As a kid born at the start of the Clinton administration, I devoured Pokémon Red, Blue, and Yellow, and then proceeded to make my mom buy anything related to the original 151. That, of course, included the Pokémon trading card game, which launched in the States in 1998. I collected hundreds of pieces of holographic cardboard featuring iconic art of series staples like Mewtwo, Venusaur, and Charizard that could have probably paid my rent today if I hadn’t thrown them away in a college-age stupor. But collecting was my only goal because none of the kids around me wanted to play and learn the actual game.

All of that changed during one fateful trip to Blockbuster when my eyes caught a glimpse of an unusual title: the GameBoy Color’s Pokémon Trading Card Game, released 25 years ago on December 18, 1998. The only other Poké spinoff at the time was Pokémon Pinball which was always rented out to some other lucky kid. So I rented the virtual TCG and began a lifelong addiction to trading card games like Hearthstone and Marvel Snap which dries my wallet to this very day.

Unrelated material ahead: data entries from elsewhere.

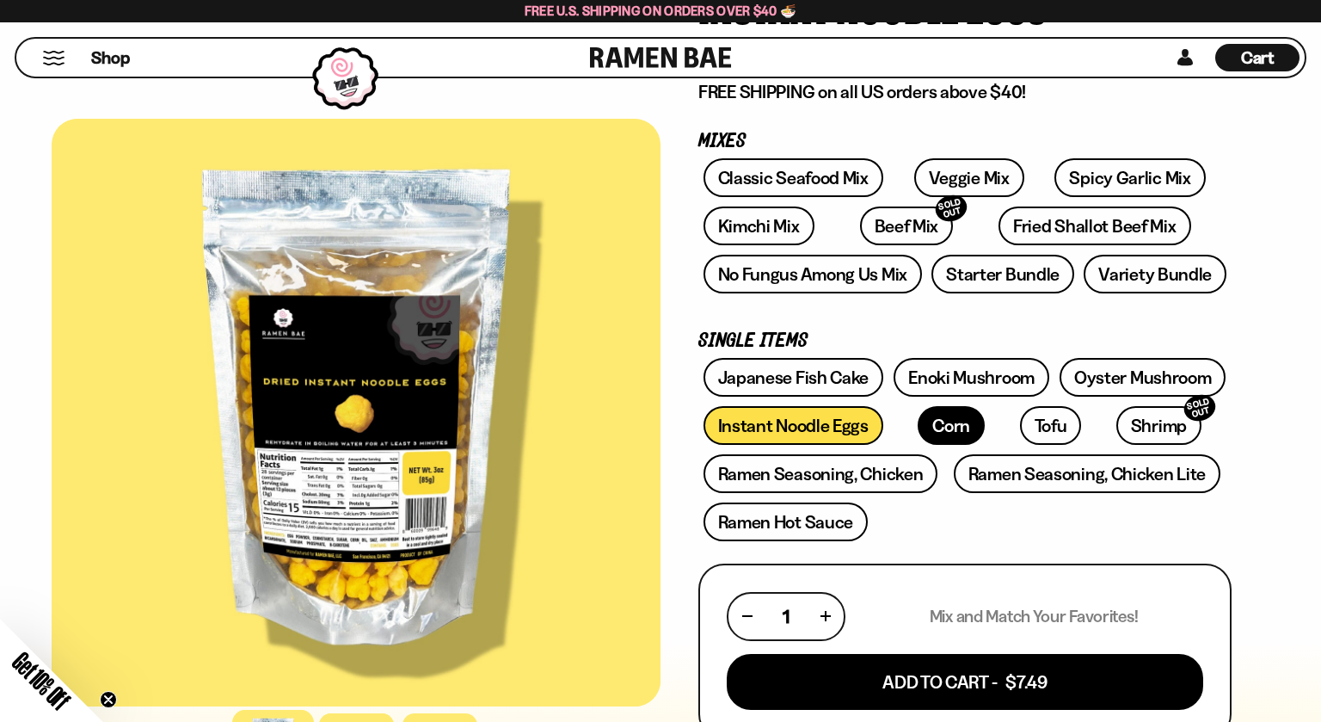 Image resolution: width=1321 pixels, height=722 pixels. I want to click on a: ShrimpSOLD OUT, so click(1158, 425).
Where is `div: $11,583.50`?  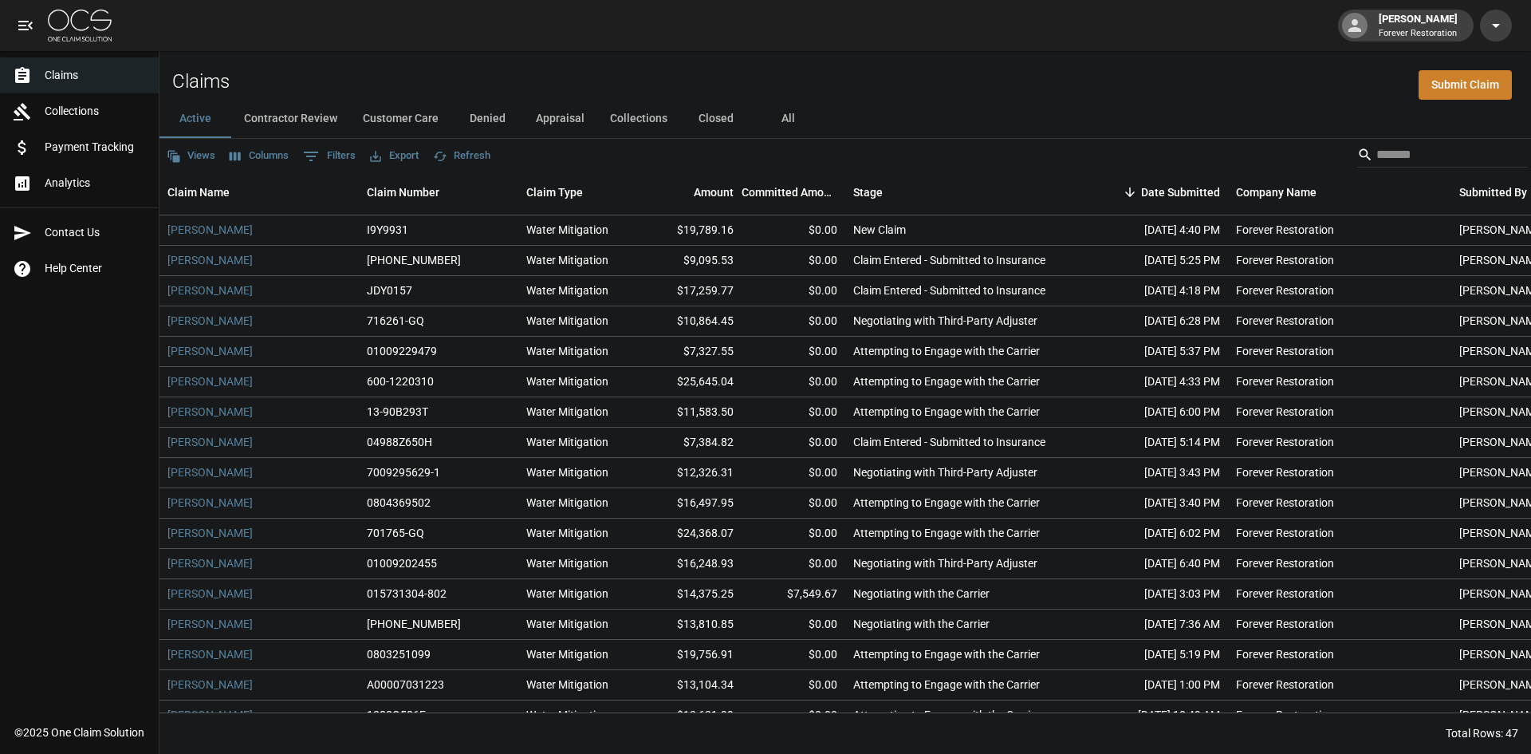 div: $11,583.50 is located at coordinates (690, 412).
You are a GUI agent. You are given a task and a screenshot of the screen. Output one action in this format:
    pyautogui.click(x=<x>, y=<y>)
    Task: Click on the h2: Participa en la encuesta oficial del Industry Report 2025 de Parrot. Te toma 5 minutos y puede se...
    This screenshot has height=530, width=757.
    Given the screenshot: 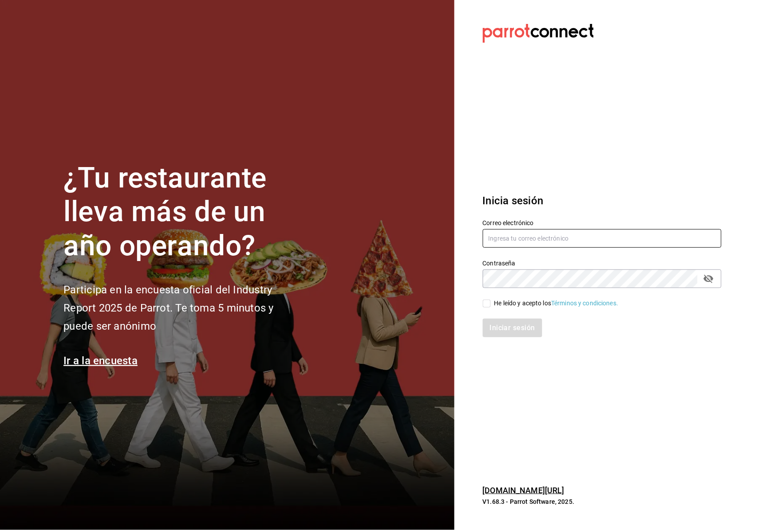 What is the action you would take?
    pyautogui.click(x=183, y=308)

The TCG Gameboy title was truly a marvel at the time, collecting the first three sets of the physical card game and boiling down its rules incredibly well. Players create a deck of 60 cards consisting of items, energy, and, of course, pocket monsters. Your goal is to be the very best player and earn legendary cards by defeating eight gyms based on different types like fighting, psychic, and water. As you defeat other players, you’ll earn new cards allowing you to augment your deck and constantly get stronger.

On the Gameboy, you could take the time to learn how these cards work and what decks were the best to play. The hordes of NPCs you need to beat also put up a fight, making some of the matches with later enemies an actual struggle. I would lose constantly, forcing me to experiment and come up with new strategies to progress and get more cards. It’s a gameplay loop that is still endearing decades after its initial release.

The classic box still burned into my mind.

Nintendo

Modern online trading card games are nearly always an online service, constantly updating with new mechanics to learn and cards to buy. Having a set amount of virtual cardboard to mess around with that doesn’t cost real-world money is honestly something I wish we’d have more of, but then the corporate pika-overlords couldn’t keep farming for cash.

Getting your hands on the Pokémon Trading Card Game has never been easier. In August, the Gameboy game was added as part of the Nintendo Switch Online Service, alongside another oldie that still holds up, Pokémon Stadium 2. You don’t even need a Link Cable to play with your friends now that it’s all done through the web.

All you need to play is a subscription and the Gameboy app on your Switch to immediately get thrown back to a time when the pocket monster was just starting to boil up.